Reality Check: Indiana job numbers don’t add up (WTHR)
Reality Check: Indiana job numbers don't add up
WTHR Special Report
When Mitch Daniels promised Hoosiers more jobs during a heated 2004 election, some voters were understandably skeptical.
After all, when's the last time you heard a candidate for public office – let alone the state's top office – say jobs were not a priority?
But as a newly-elected governor, Daniels quickly showed he meant business.
In February 2005 -- just one month into his administration – Gov. Daniels created the Indiana Economic Development Corporation to attract new business and more jobs to Indiana.
It got immediate results.
Honda, Nestle, WellPoint, and Toyota announced plans to bring the state new factories and thousands of new jobs, and many other companies followed.
IEDC began tallying all the job announcements, and the agency developed an impressive list.
That list, published each year in IEDC's annual reports, is simply titled "Indiana Economic Successes." It includes the name of each company that committed new Indiana jobs through relocation or expansion, and it shows the specific number of jobs promised.
Since its creation, IEDC boasts more than 100,000 new jobs on its success list, and when the agency and the governor talk about job numbers, the "Indiana Economic Successes" list is what they are talking about.
But 13 Investigates discovered many of the state's "economic successes" aren't really successes at all.
They are empty fields and deserted factories where the state claims there are supposed to be thousands of jobs.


INSTRUCTIONS TO FOLLOW => Although the material holds pictures, none belong in the copy; transcribe exactly, and only, the lines from the one with "Locate an element" through the end.

SUPPLIED INFORMATION =>
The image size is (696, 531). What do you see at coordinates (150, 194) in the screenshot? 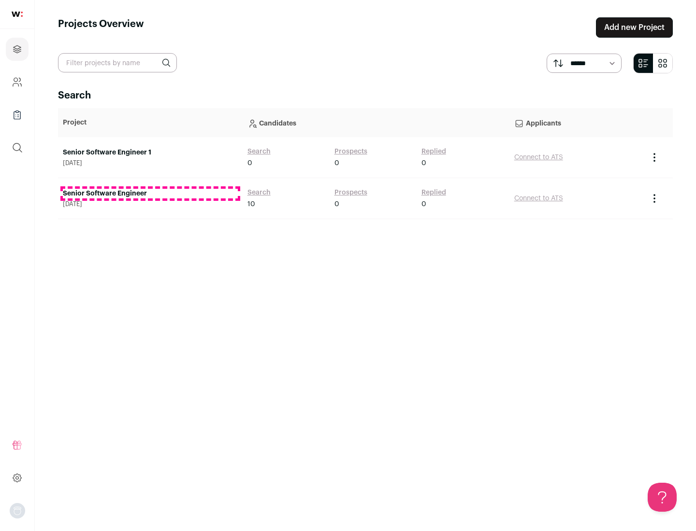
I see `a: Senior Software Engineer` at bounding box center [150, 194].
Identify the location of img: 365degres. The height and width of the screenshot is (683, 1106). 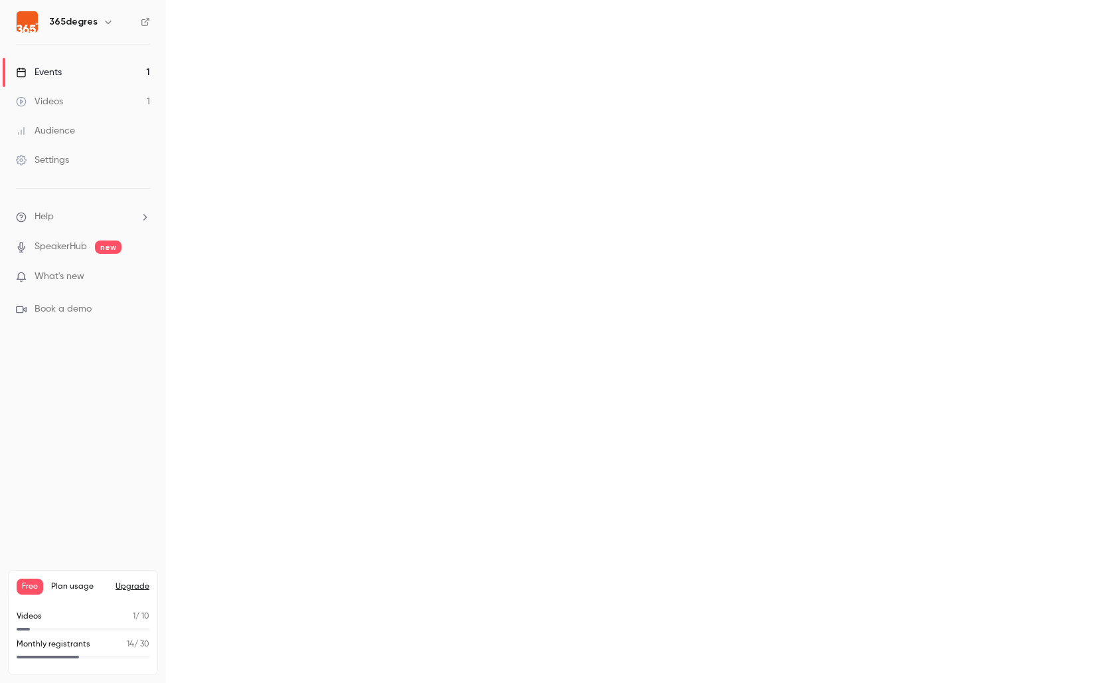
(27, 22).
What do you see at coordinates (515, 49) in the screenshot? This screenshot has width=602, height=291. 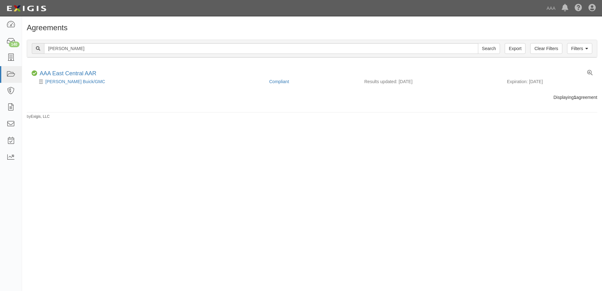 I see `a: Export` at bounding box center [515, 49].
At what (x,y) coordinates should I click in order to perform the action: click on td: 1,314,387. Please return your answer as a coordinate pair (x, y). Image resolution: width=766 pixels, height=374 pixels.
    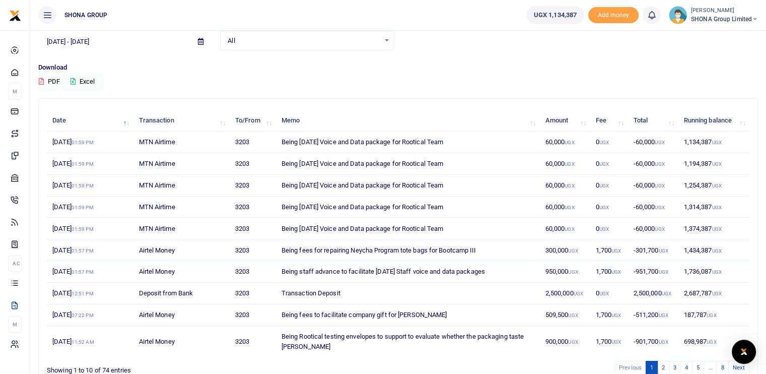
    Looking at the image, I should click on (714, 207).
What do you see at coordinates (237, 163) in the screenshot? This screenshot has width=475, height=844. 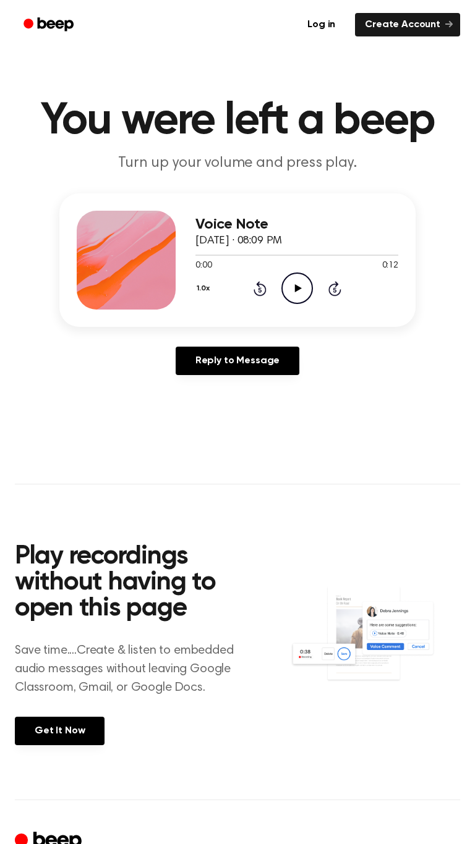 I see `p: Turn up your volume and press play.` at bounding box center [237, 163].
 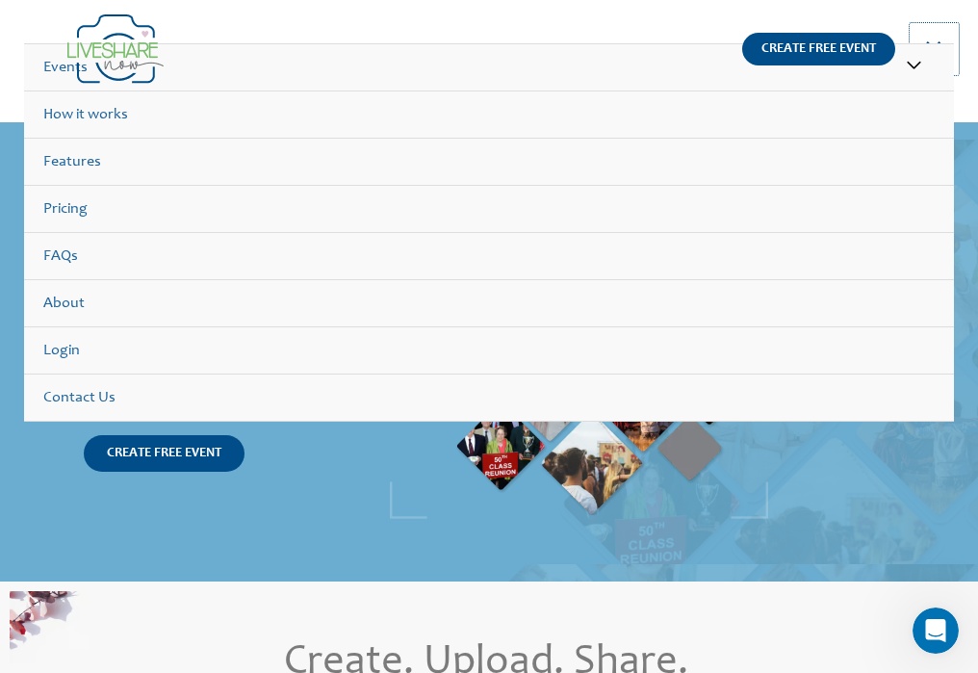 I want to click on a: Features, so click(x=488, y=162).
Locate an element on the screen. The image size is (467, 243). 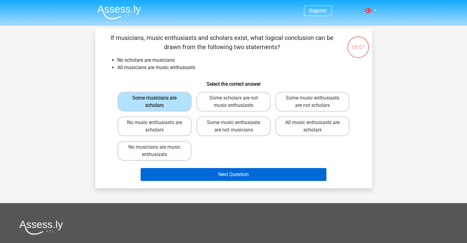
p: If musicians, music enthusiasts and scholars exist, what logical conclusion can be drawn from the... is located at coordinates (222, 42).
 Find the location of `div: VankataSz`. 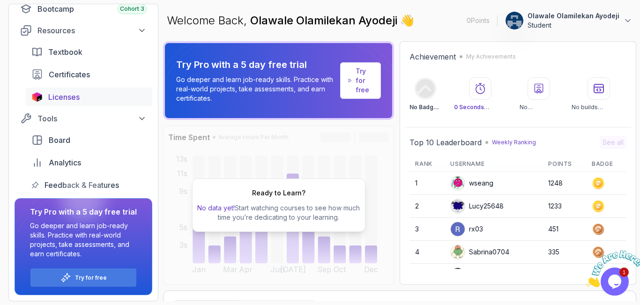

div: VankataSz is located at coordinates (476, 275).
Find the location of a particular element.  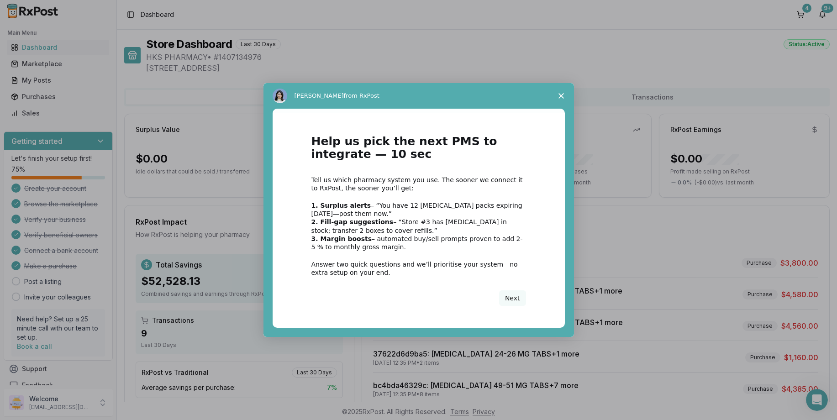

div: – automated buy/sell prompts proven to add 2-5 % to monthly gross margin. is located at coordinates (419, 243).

RESULT OF THIS EXERCISE =>
Locate an element on the screen. The image size is (467, 243). 
p: If musicians, music enthusiasts and scholars exist, what logical conclusion can be drawn from the... is located at coordinates (222, 42).
 Find the location of `div: VankataSz`. 

div: VankataSz is located at coordinates (476, 275).
Find the location of a particular element.  

div: – automated buy/sell prompts proven to add 2-5 % to monthly gross margin. is located at coordinates (419, 243).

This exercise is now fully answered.